Carnegie has commissioned pieces on the legal, ethical, and efficacy dimensions of election-related synthetic and manipulated media.

  • +2
· November 15, 2019
Q&A
The World Isn’t Ready for AI to Upend the Global Economy

Governments across the globe are racing to keep up with the dizzying pace of AI advances. Like the steam engine before it, this technology is changing the world. How should policymakers respond?

· October 2, 2019
article
What the Machine Learning Value Chain Means for Geopolitics

Artificial intelligence, or AI, has become a major source of economic value, contributing as much as $2 trillion to today’s global economy. Sophisticated machine learning technology is driving this growth, but not everyone is investing equally—or reaping the rewards.

  • +3
· August 5, 2019
In the Media
San Francisco Is The First City In The World To Restrict Government Use Of Facial Recognition Technology. Hopefully It’s Not The Last.

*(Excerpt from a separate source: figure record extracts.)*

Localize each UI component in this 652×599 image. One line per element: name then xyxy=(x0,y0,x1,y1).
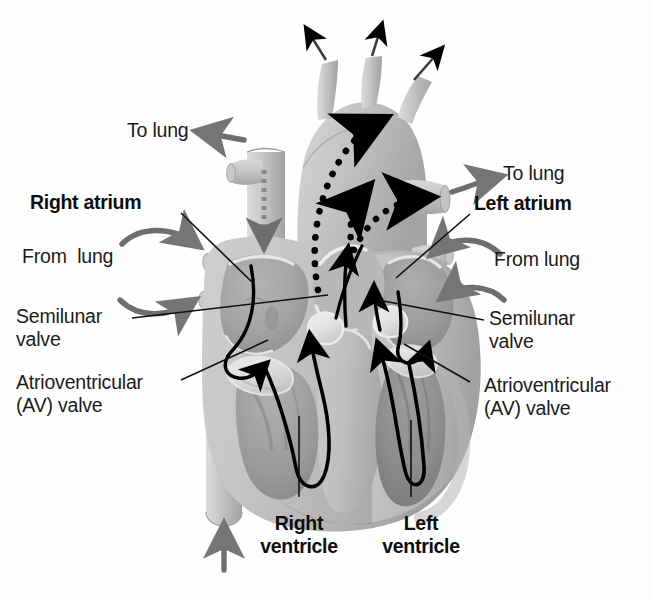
label-right-ventricle: Right ventricle xyxy=(236,512,362,558)
label-left-ventricle: Left ventricle xyxy=(362,512,480,558)
label-to-lung-left: To lung xyxy=(127,119,188,142)
right-semilunar-valve xyxy=(308,312,343,344)
av-valve-left-line1: Atrioventricular xyxy=(16,371,143,394)
label-to-lung-right: To lung xyxy=(503,162,564,185)
label-left-atrium: Left atrium xyxy=(474,192,571,215)
right-ventricle-line2: ventricle xyxy=(236,535,362,558)
av-valve-right-line1: Atrioventricular xyxy=(484,374,611,397)
left-ventricle-line1: Left xyxy=(362,512,480,535)
label-from-lung-right: From lung xyxy=(494,248,580,271)
label-semilunar-valve-right: Semilunar valve xyxy=(489,307,575,353)
left-ventricle-line2: ventricle xyxy=(362,535,480,558)
semilunar-left-line2: valve xyxy=(16,328,102,351)
pulmonary-artery-left-branch xyxy=(227,159,262,185)
heart-illustration xyxy=(0,0,652,599)
label-from-lung-left: From lung xyxy=(22,245,113,268)
semilunar-right-line1: Semilunar xyxy=(489,307,575,330)
av-valve-left-line2: (AV) valve xyxy=(16,394,143,417)
label-av-valve-left: Atrioventricular (AV) valve xyxy=(16,371,143,417)
right-ventricle-line1: Right xyxy=(236,512,362,535)
label-semilunar-valve-left: Semilunar valve xyxy=(16,305,102,351)
av-valve-right-line2: (AV) valve xyxy=(484,397,611,420)
semilunar-right-line2: valve xyxy=(489,330,575,353)
heart-diagram-page: To lung To lung Right atrium Left atrium… xyxy=(0,0,652,599)
semilunar-left-line1: Semilunar xyxy=(16,305,102,328)
label-av-valve-right: Atrioventricular (AV) valve xyxy=(484,374,611,420)
label-right-atrium: Right atrium xyxy=(30,191,141,214)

Even in democracies like the United States, government use of facial recognition technology, in its current form, corrodes civil rights and civil liberties because its errors disproportionately impact vulnerable communities.

· May 23, 2019
Tech Dirt
commentary
Joining the Partnership on AI

The rapid advances in the field of artificial intelligence (AI) offer extraordinary opportunities and risks.

· May 15, 2019
Q&A
How Should Countries Tackle Deepfakes?

The technology to create sophisticated fake videos—deepfakes—is getting more advanced with serious implications for governments and businesses.

· January 28, 2019
In the Media
Is There a Difference Between Good and Bad Online Election Targeting?

With the elections heating up and news feeds brimming with ads for this candidate and that cause, voters need to be adept at recognizing persuasive from manipulative microtargeting.